Having grown up on York Electric Cooperative lines, I was familiar with electric co-ops. But I was about to get an education in what happens when their members mobilize.
At the time, rumors had been swirling that South Carolina Electric and Gas was planning a corporate takeover of several electric co-ops. In response, legislation had been introduced to protect the co-ops. The proposed law would require two-thirds of a co-op’s members to approve any sale—a much higher hurdle than the mere 3% required under the existing law. Co-op members desperately wanted the legislation passed.
For them, the prospect of SCE&G swallowing up their utilities was infuriatingly ironic. Cooperatives might never have formed a half-century prior if investor-owned utilities like SCE&G had accepted the responsibility of bringing power to rural folks. But now that electric co-ops had brought power, growth and economic investment to rural communities, SCE&G was suddenly willing to take over and take advantage.
McCormick County resident C. Richard Blackwell illustrated the hypocrisy with an open letter to co-op members in the February 1989 issue of Living in South Carolina.
Blackwell wrote that he contacted SCE&G for service not long after World War II. The utility got as far as putting up a line near the home he was building. But then SCE&G returned to tear it back down before ever connecting him to electricity. When Blackwell tried to sort out the confusion, they told him the material was needed more elsewhere.
The Blackwell home would eventually get power, thanks to Little River Electric Cooperative. And Blackwell would become an outspoken advocate of the co-op model.
“Don’t you ever, as a co-op member, let somebody like SCE&G talk you into selling us out,” he warned. “This is our line—we own it.”
Still, as the 1989 legislative session drew to an end, the threat of corporate predators loomed over cooperatives.
Co-op members from across the state had already flooded Statehouse mailboxes with letters. They had bent the ears of their elected representatives at home. Now, equipped with homemade sandwiches and a fierce will to protect their co-ops, they parked themselves in the lobbies and galleries of the Statehouse, watching their legislators like hawks.

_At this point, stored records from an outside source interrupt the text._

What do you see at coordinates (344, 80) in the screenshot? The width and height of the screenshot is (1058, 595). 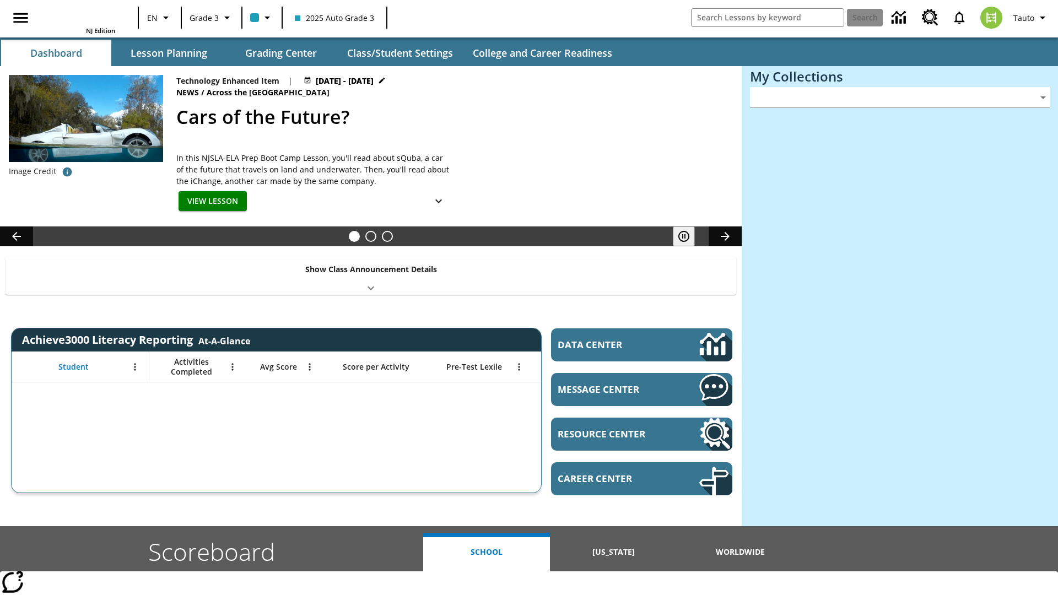 I see `button: Jul 01 - Aug 01 Choose Dates` at bounding box center [344, 80].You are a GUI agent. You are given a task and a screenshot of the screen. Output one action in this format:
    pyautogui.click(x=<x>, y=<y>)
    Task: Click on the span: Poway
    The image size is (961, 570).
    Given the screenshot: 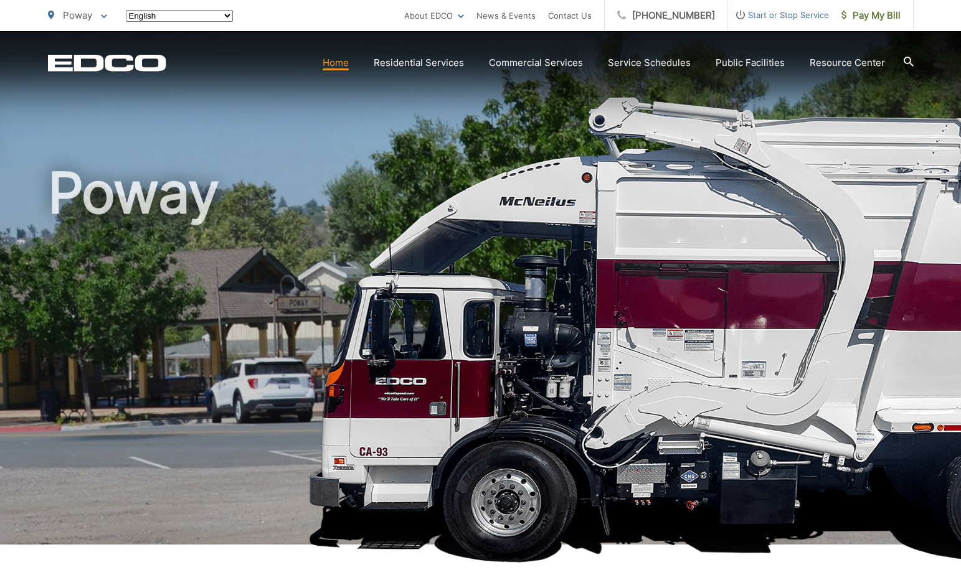 What is the action you would take?
    pyautogui.click(x=77, y=15)
    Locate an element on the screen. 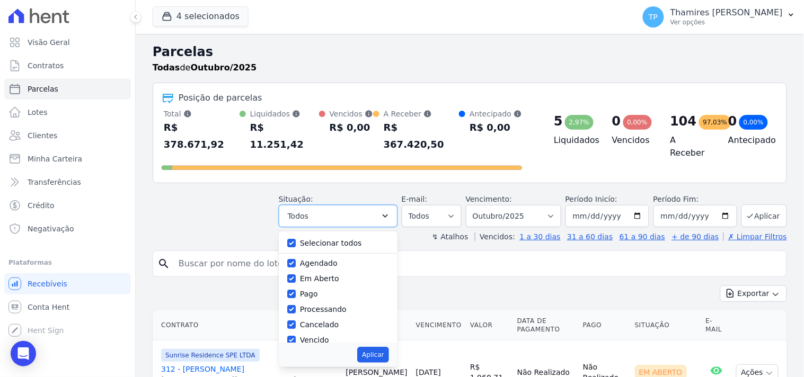  div: Liquidados is located at coordinates (285, 114).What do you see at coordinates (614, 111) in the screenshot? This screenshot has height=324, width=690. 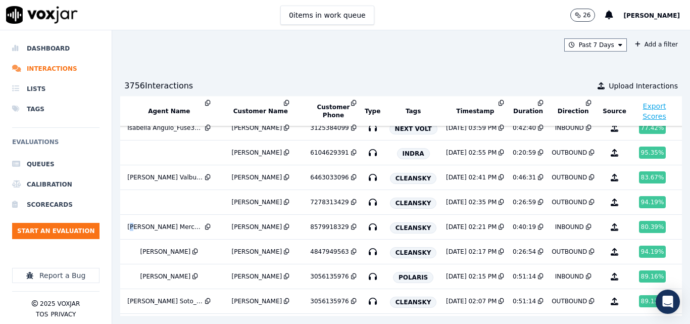 I see `button: Source` at bounding box center [614, 111].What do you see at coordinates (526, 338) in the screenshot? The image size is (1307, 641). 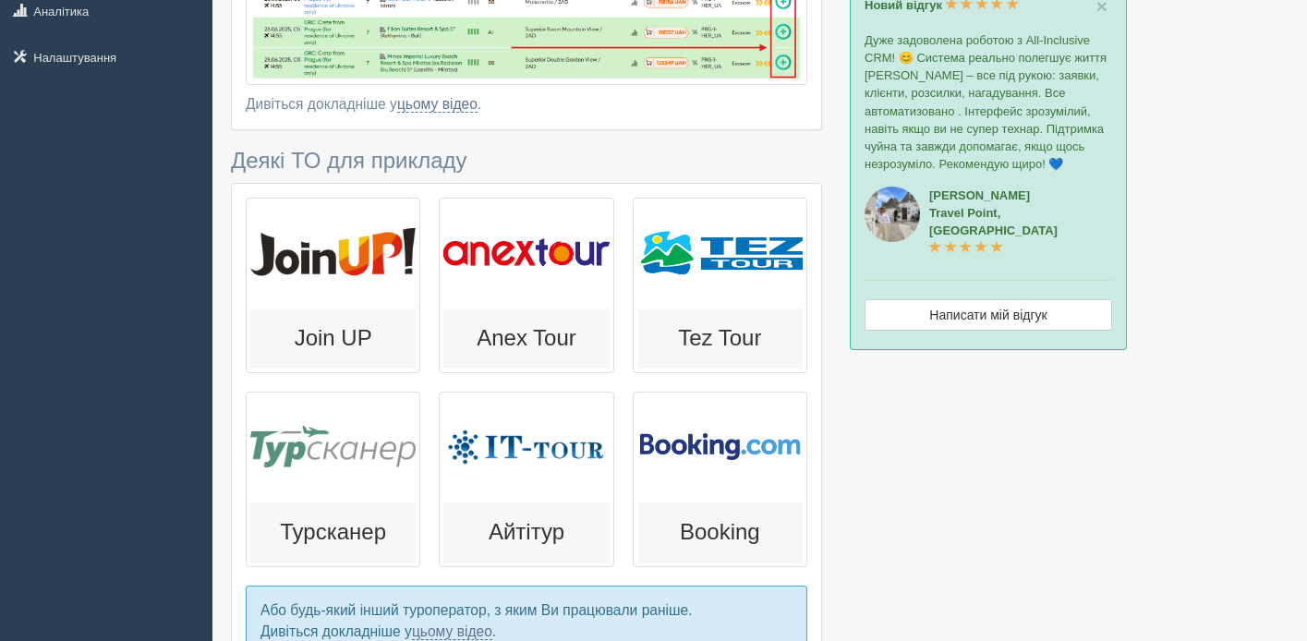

While the cooperatives had friends at the Statehouse, some legislators weren’t supportive. Even as the bill to protect co-ops passed in the House, one adversarial representative quipped that the fight wasn’t over—“The fat lady hasn’t sung yet.”
But a week later, the bill was finally signed into law. As the clock struck 5 p.m. and the legislative session ended, I walked into a crowded Statehouse lobby and heard a beautiful voice singing an aria, apparently playing the role of a soprano whose final scene signals the end of the opera. I won’t comment on her physical attributes, but I can tell you that I felt the weight of her song.
Big corporations frequently think they can just roll over anyone in their way. But if they want to play the role of Goliath, the response from co-op members must be like that of David—sharp and well-aimed.
As long as there are electric cooperatives, there will be co-op members who speak truth to power. They won’t give up their right to self-governance. They won’t be taken advantage of. They are not going to go gentle into that good night.
Mike Couick is the president and CEO of The Electric Cooperatives of South Carolina, Inc., the statewide association of not-for-profit electric cooperatives.